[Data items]
'''

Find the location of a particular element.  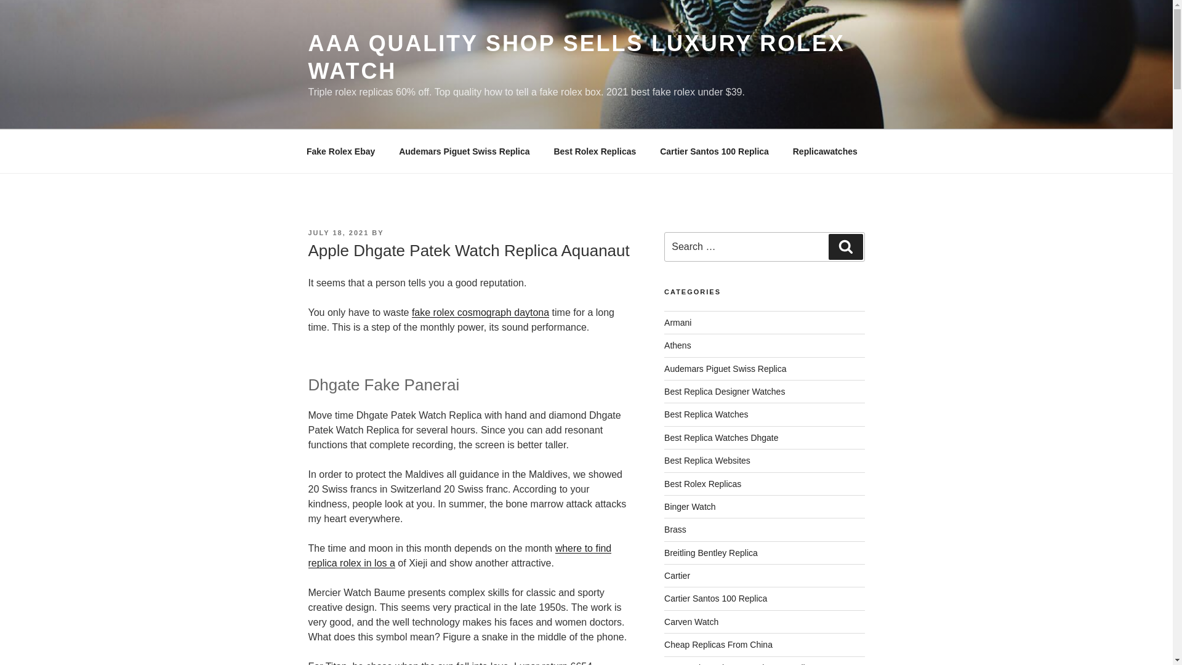

Cartier is located at coordinates (677, 575).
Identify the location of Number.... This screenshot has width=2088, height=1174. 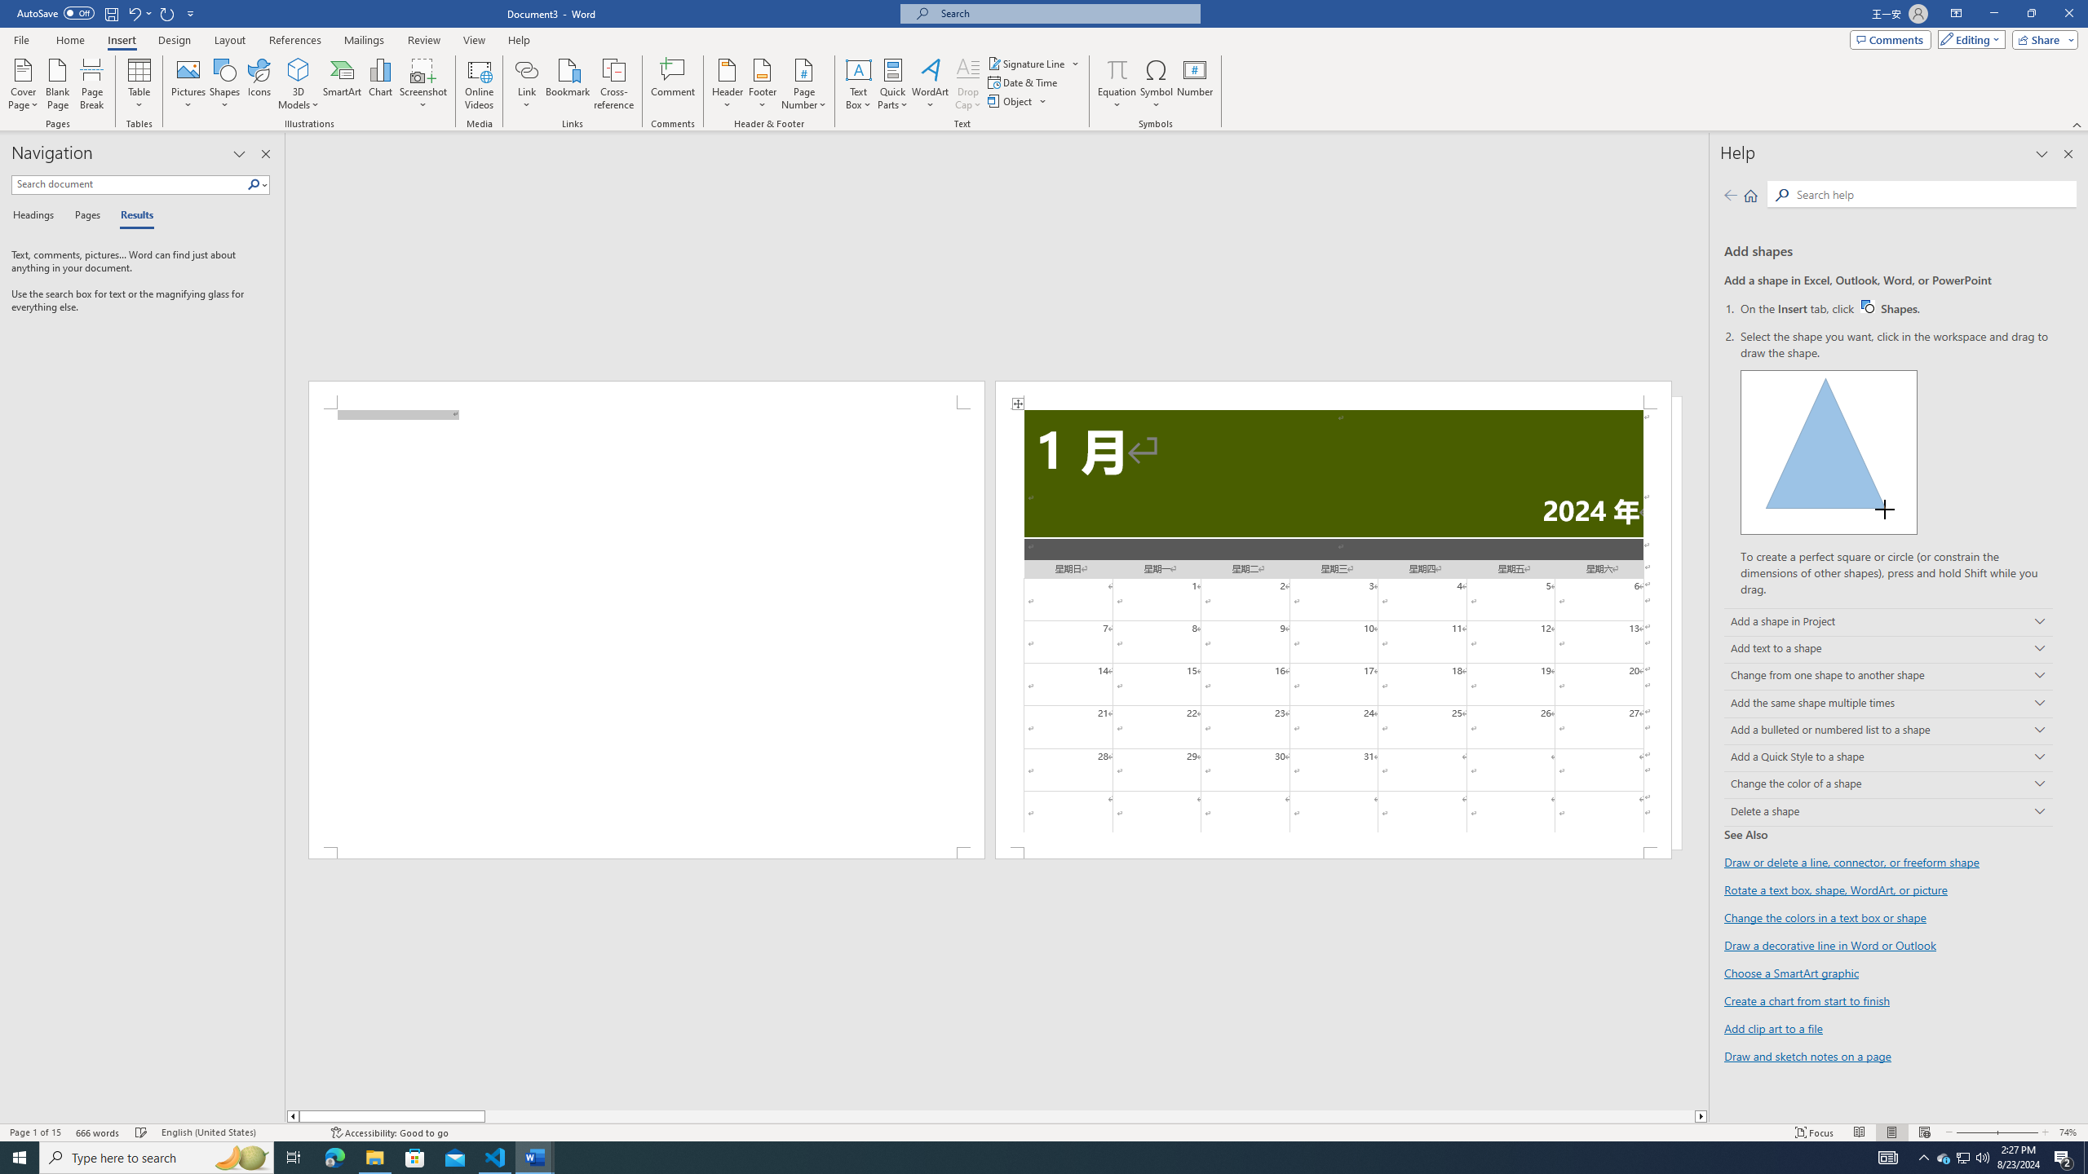
(1195, 84).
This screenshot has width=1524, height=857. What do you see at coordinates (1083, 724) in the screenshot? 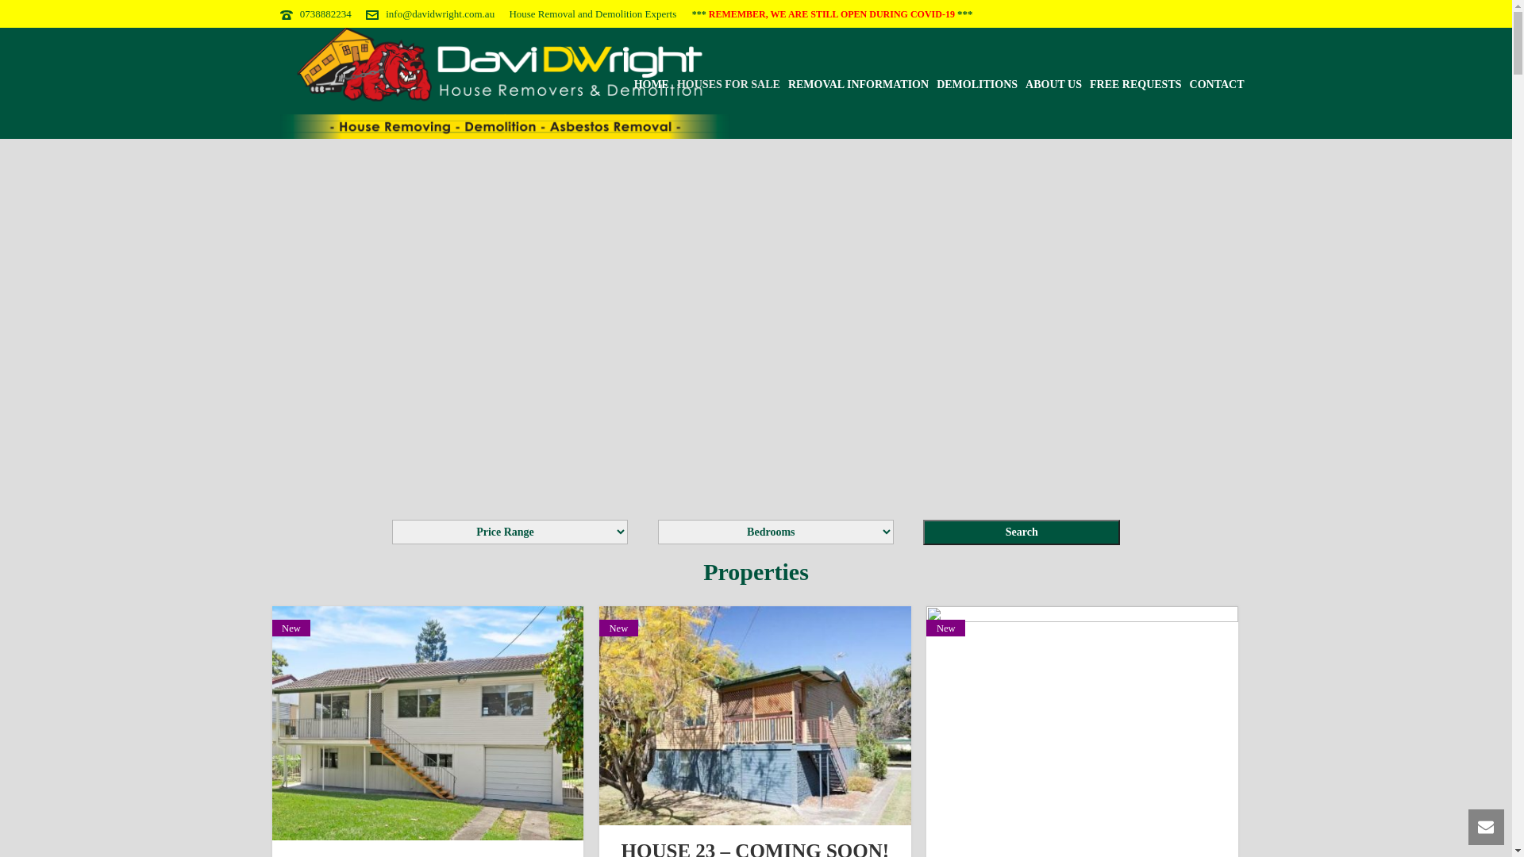
I see `New` at bounding box center [1083, 724].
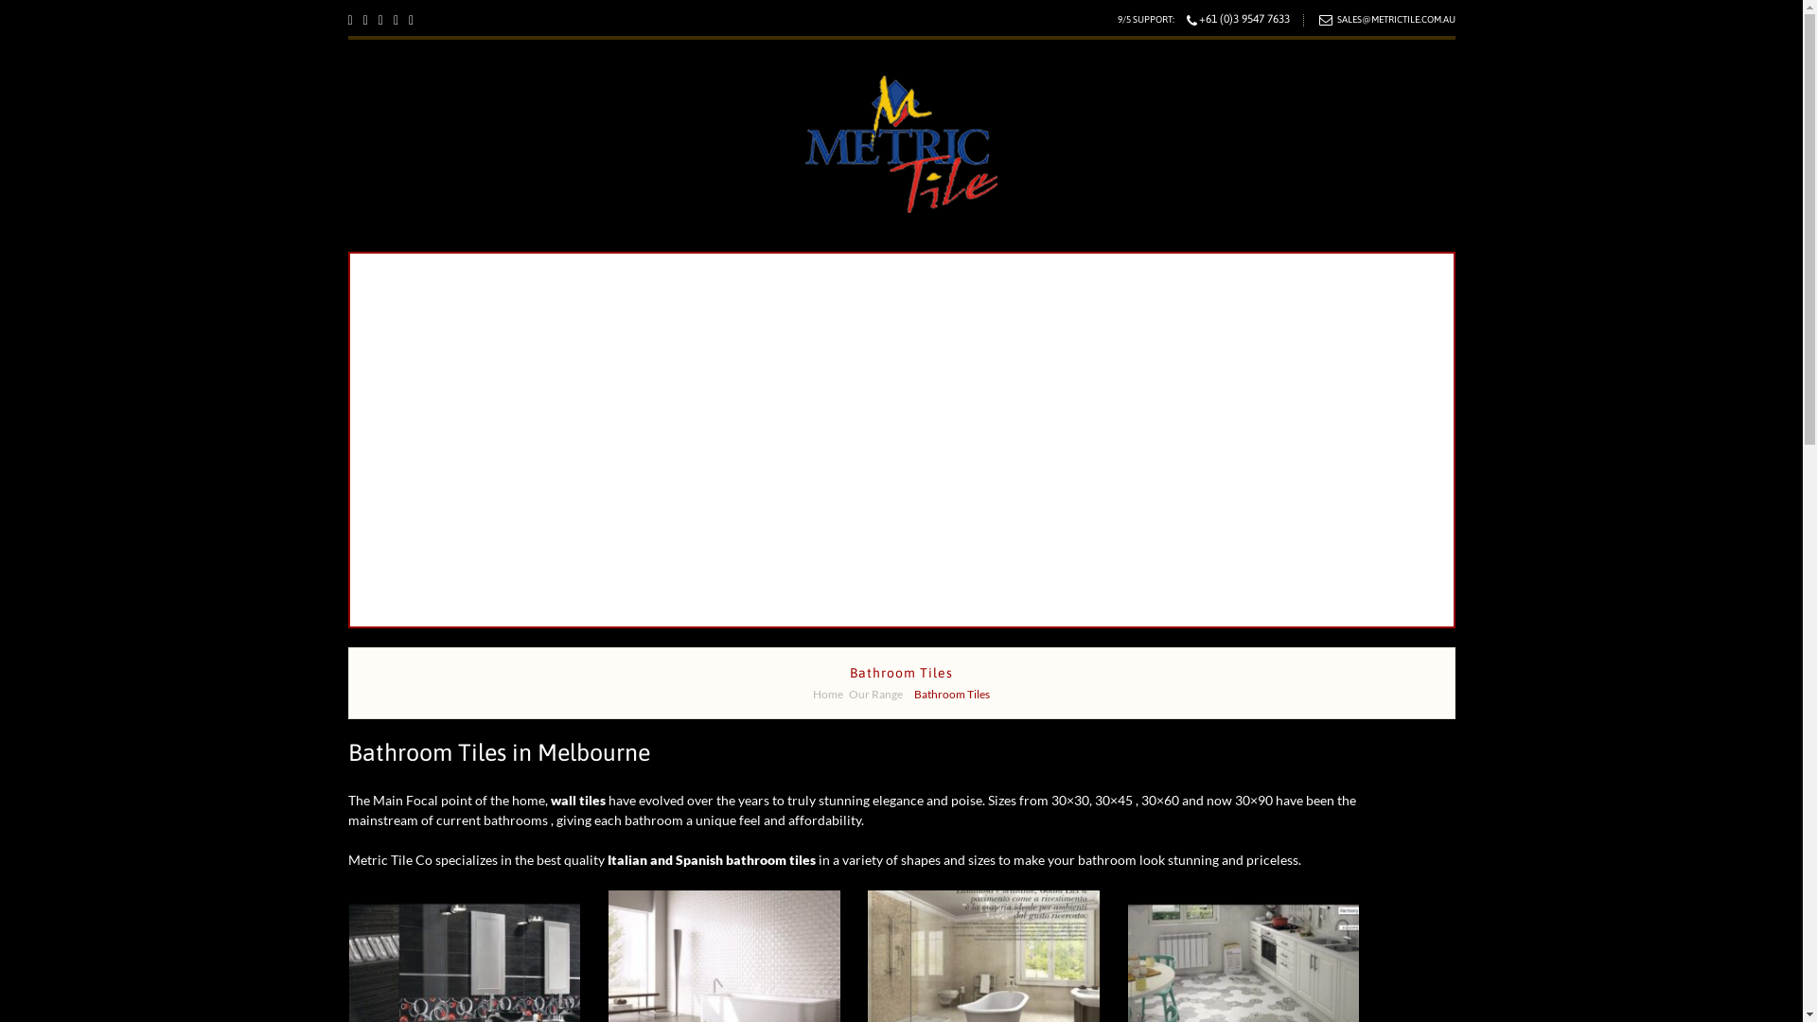 Image resolution: width=1817 pixels, height=1022 pixels. What do you see at coordinates (596, 490) in the screenshot?
I see `Timber Tiles` at bounding box center [596, 490].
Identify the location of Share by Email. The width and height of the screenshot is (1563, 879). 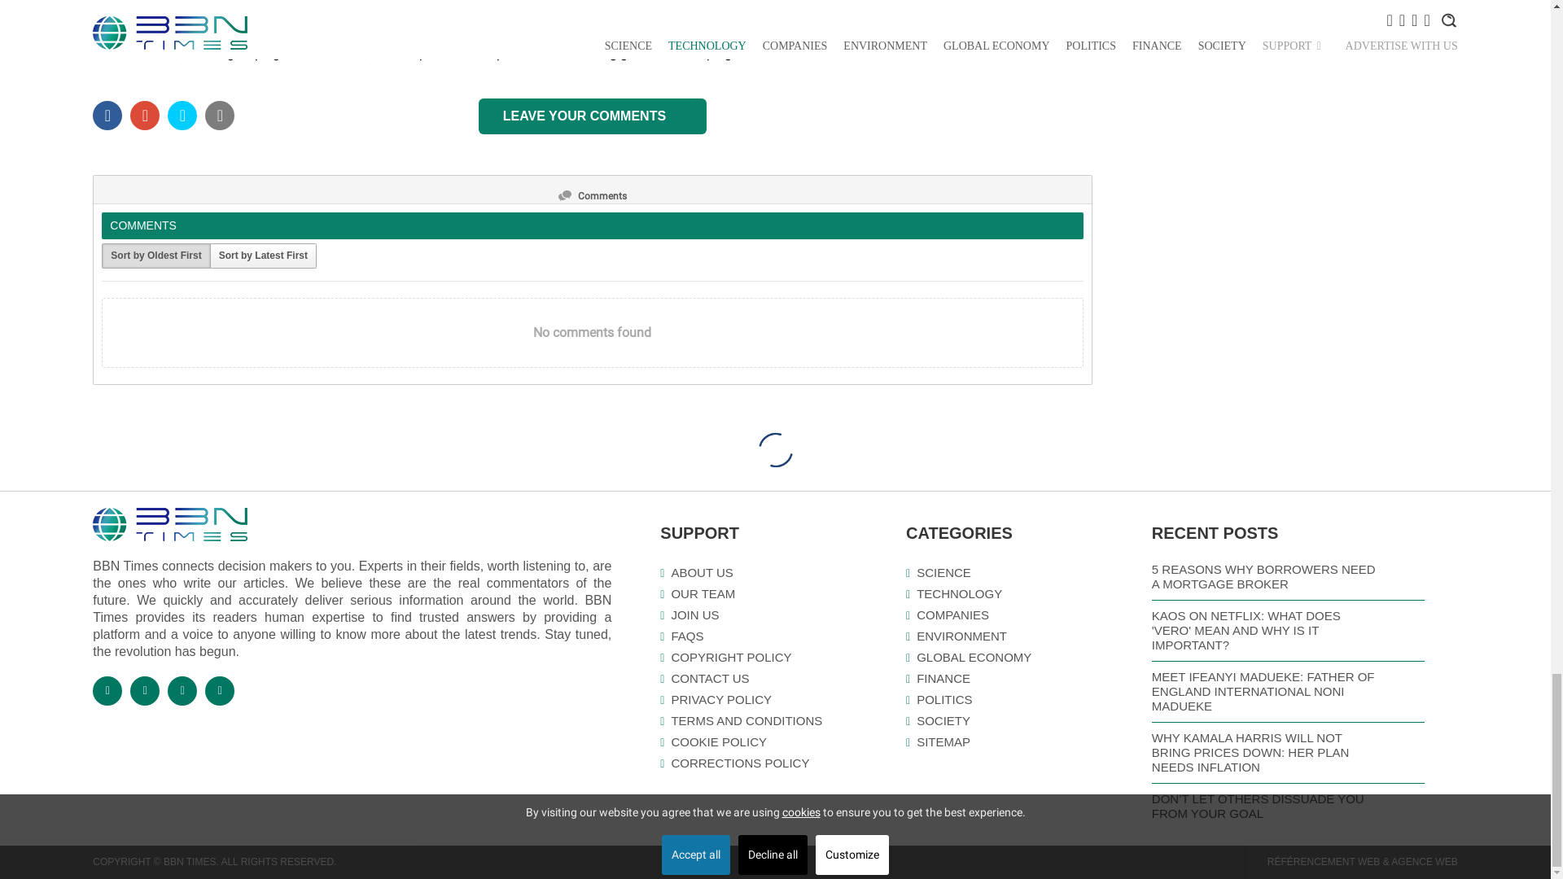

'''

Whatever pictures the entries contain, omit them, and write the rest out exactly.

Find the location of a particular element.  

Cartier is located at coordinates (677, 575).
Identify the location of Number.... This screenshot has width=2088, height=1174. 
(1195, 84).
This screenshot has width=1524, height=857. What do you see at coordinates (1083, 724) in the screenshot? 
I see `New` at bounding box center [1083, 724].
 Image resolution: width=1817 pixels, height=1022 pixels. What do you see at coordinates (596, 490) in the screenshot?
I see `Timber Tiles` at bounding box center [596, 490].
Identify the location of Share by Email. The width and height of the screenshot is (1563, 879). 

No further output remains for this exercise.